The main giveaway is the talent, though Kano’s refusal to age makes even that a tricky barometer. The tracksuits, the trainers and the bag all look as they did twenty-five years ago, while the soundtrack does the reverse: a nineties track that sounds modern. It’s set in 2023, it could be 1998.

Yet, too often we treat young people as aliens.

Maybe seven, eight years ago, I and everyone else my age who fell into comms sat bemused in endless strategy presentations about Millennials. Misty-eyed men with beards sermonised about how our generation was so different, so demanding. About how we had New Expectations of Brands. We didn’t. Rather, we wanted to finish work and go home to watch Leicester’s title charge, or head to the pub, or go shopping, or do something else entirely mundane. However, some shaky research - ‘Do you prefer a brand that isn’t evil?’ (who ticks no?) - quickly turned our generation into mythical activist employees and consumers.

The same snake oil is being sold about Gen Z. It’s easy to find any number of reports, comment pieces or panel talks about the new expectations of Gen Z: a mythical, radical generation that is sweeping all before it. Polling data is stretched, leading questions asked. (We’re in PR, we know how to do this). Research is backed up by interviews with Gen Z’s coolest, most radical fringe. The sort that work at creative agencies, or media houses, or whoever else is interesting and cutting edge for a report about an entire generation. ‘Tastemakers’. Kids that hang around the Spurstowe Arms, or the equivalent in the East Village or Le Marais.

A phenomenon is created, and interpreted by the misty-eyed men with beards, who then look at the young kids around them, the ones with brave clothes and braver opinions and entry-level creative jobs in agency land, and a consensus is formed. This is Gen Z. Campaigns are designed to reach and represent this audience. An audience that lives in a major city bubble, talking and hanging out with other people in this bubble.

While there is clearly value in creating work that is cool, that does align with a Dalston twenty-something, there is also a danger in imagining that the Dalstonite represents all youth - or that the Dalstonite is that different to any other kid.

Most young people don’t lead these lives.

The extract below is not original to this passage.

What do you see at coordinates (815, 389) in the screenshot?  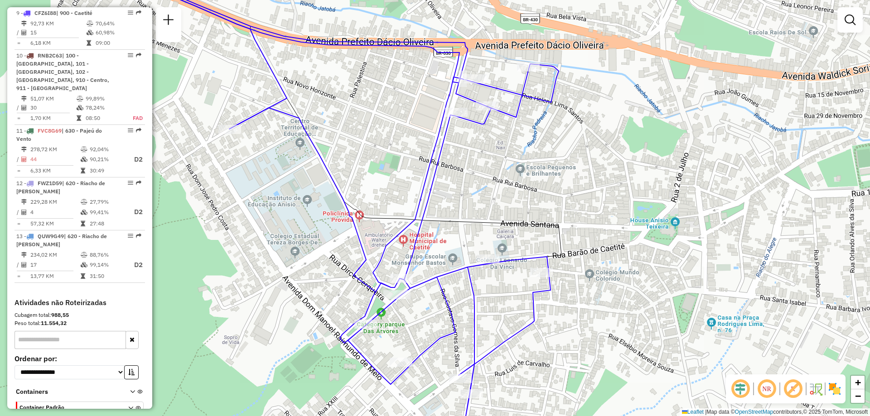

They might follow a few people that do, but most are elsewhere, living lives more consistent with the rest of the country. We risk overstating or obsessing over changes, or imagining change where there is none. We think everything is different and new, because we are seeing a generation only through the eyes of its most radical fringe. 

It becomes easy to parody a generation. In doing so, we risk throwing the noughties-babies out with the bathwater.

This isn’t to deny that things change between generations, they obviously do. A generation that grew up with social media and smartphones, then spent university or early careers years locked down, will of course be different. However, a deeper dive suggests that Gen Z isn’t all that different to the rest of us. They want more money, but also a work-life balance. They like to fly places and wear nice things, but are also conflicted about the impact of this on the climate. They have a pervasive sense of everything going to shit. Music, games, sports are escapes.

Historian Dominic Sandbrook’s great insight is that for most people, including young people, cultural phenomena never happen. 

To the overwhelming majority, the sixties were dreary not psychedelic. The Sound of Music soundtrack sold more copies than Sgt. Pepper’s Lonely Hearts Club Band. More young people were Liverpool fans than New Romantics. Yet the media, then later historians, obsess over those who were a part of ‘the culture’ and see them as representative of something greater. We do the same. Instead, we’d be better off learning from JD - young people today aren’t that different from 1998. They never will be.

The opinions in the article do not necessarily represent those of the writer’s employer.